AI Enables New Programming Strategies


AI’s continued integration into media asset management workflows enables organizations to reach into the past to fuel futurev stories.Not so long ago, the process of crafting a video package to mark the upcoming 60th anniversary of NASA’s first crewed space mission, Gemini 3, might have taken a content producer days of intensely manual work.
Dust off old archive tapes. Scrub through hours of historic news reports and vox pops to pull out compelling snippets and local angles. Isolate some NASA B-roll. Search for expert comment to add to the rough cut. Then, finally, it’s time to get oBut recent AI advancements eliminate the need for this old way of working. AI has reduced video sourcing workflows to a matter of minutes and made it possible for editorial teams to envision entirely new programming strategies.
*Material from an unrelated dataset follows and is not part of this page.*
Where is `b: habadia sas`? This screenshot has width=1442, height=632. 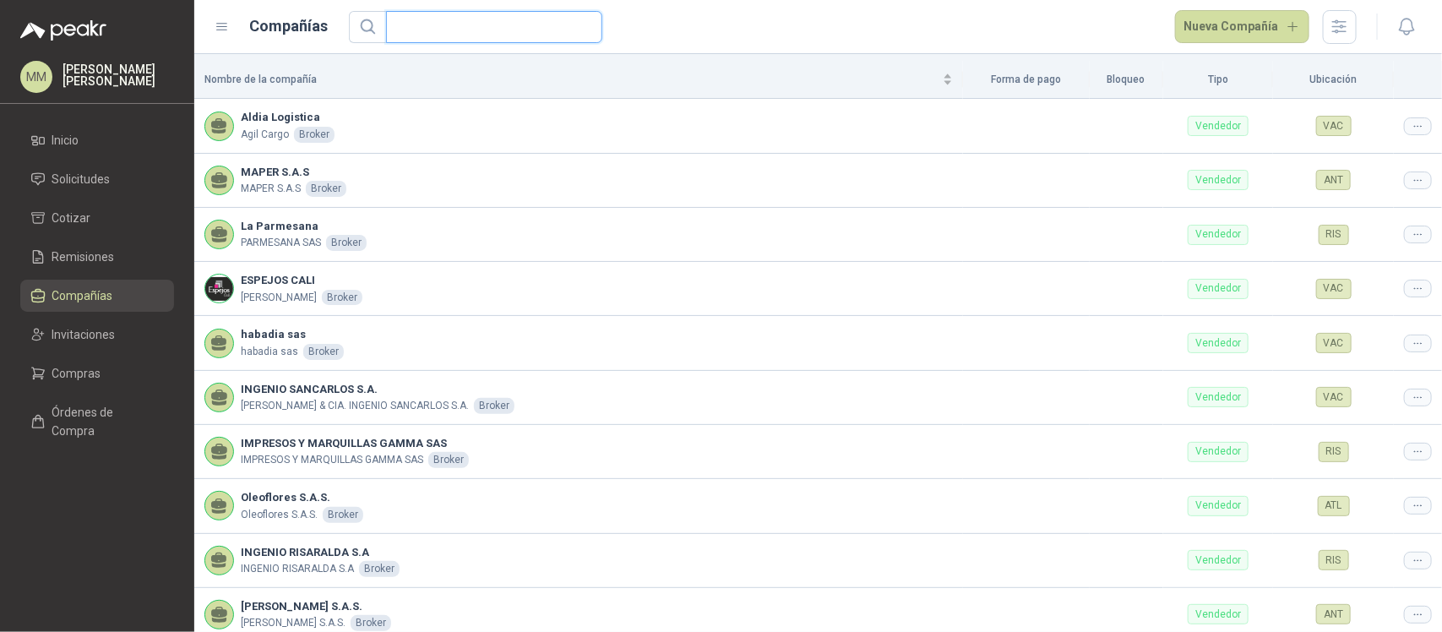 b: habadia sas is located at coordinates (292, 335).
Multimodal and generative AI have quickly become a must-have combination for indexing videos. This type of machine learning is designed to mimic human perception. It ingests and processes multiple data sources — including video, still images, speech, sound and text — to achieve a more detailed and nuanced understanding of media content, producing humanlike descriptions.
When integrated with a MAM, AI transforms the notoriously cumbersome search experience into something more akin to searching the web. When every shot in your media library is described in natural language, it unlocks the ability for you to talk to your media library in this same language. It’s made possible by an approach called a RAG (retrieval-augmented generation), connecting your full media library to a large language model (LLM). This enables producers to search for and find specific video shots and sequences in just seconds.
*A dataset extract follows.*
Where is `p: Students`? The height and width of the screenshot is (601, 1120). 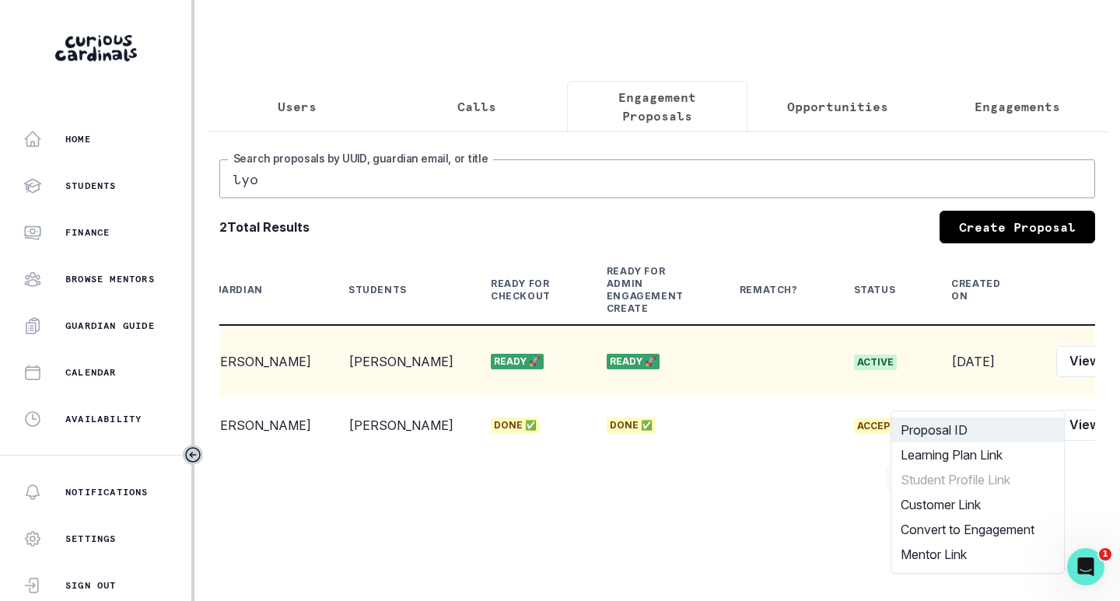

Latest AI developments involving the RAG approach go a step further and allow teams to surface the moments that are most relevant to their storytelling. For example, AI can now be customized to find and sort a season of a cooking show by top-rated dishes so that the footage can be swiftly worked into best-of episodes and snackable content.
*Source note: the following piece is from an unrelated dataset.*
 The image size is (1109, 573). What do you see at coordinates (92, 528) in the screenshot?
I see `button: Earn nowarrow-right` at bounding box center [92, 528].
Other new AI capabilities include the generation of custom video insights in the form of unique topic classifications and even article-length texts, headlines and summaries for OTT and social media. These eliminate manual video sorting and copywriting, which takes significant time.
We’re also seeing a strong adoption of AI voice cloning, and AI agents are quickly coming down the line. These will empower anyone in a media organization to request the video they want to work with — no need for specific search filters, simply an ask: “Show me Donald Trump’s latest White House press conference” or “Can you suggest today’s best Trump comments to turn into a YouTube short?”
Broadcasters and production houses are now using AI to mine their media libraries for new programming and revenue opportunities. One large media group is using AI to index 45 years of video archives, and pinpoint historic footage that can be reused as supplemental content to today’s news stories, to craft new documentaries and TV specials and to put up for sale and licensing.n with the creative part.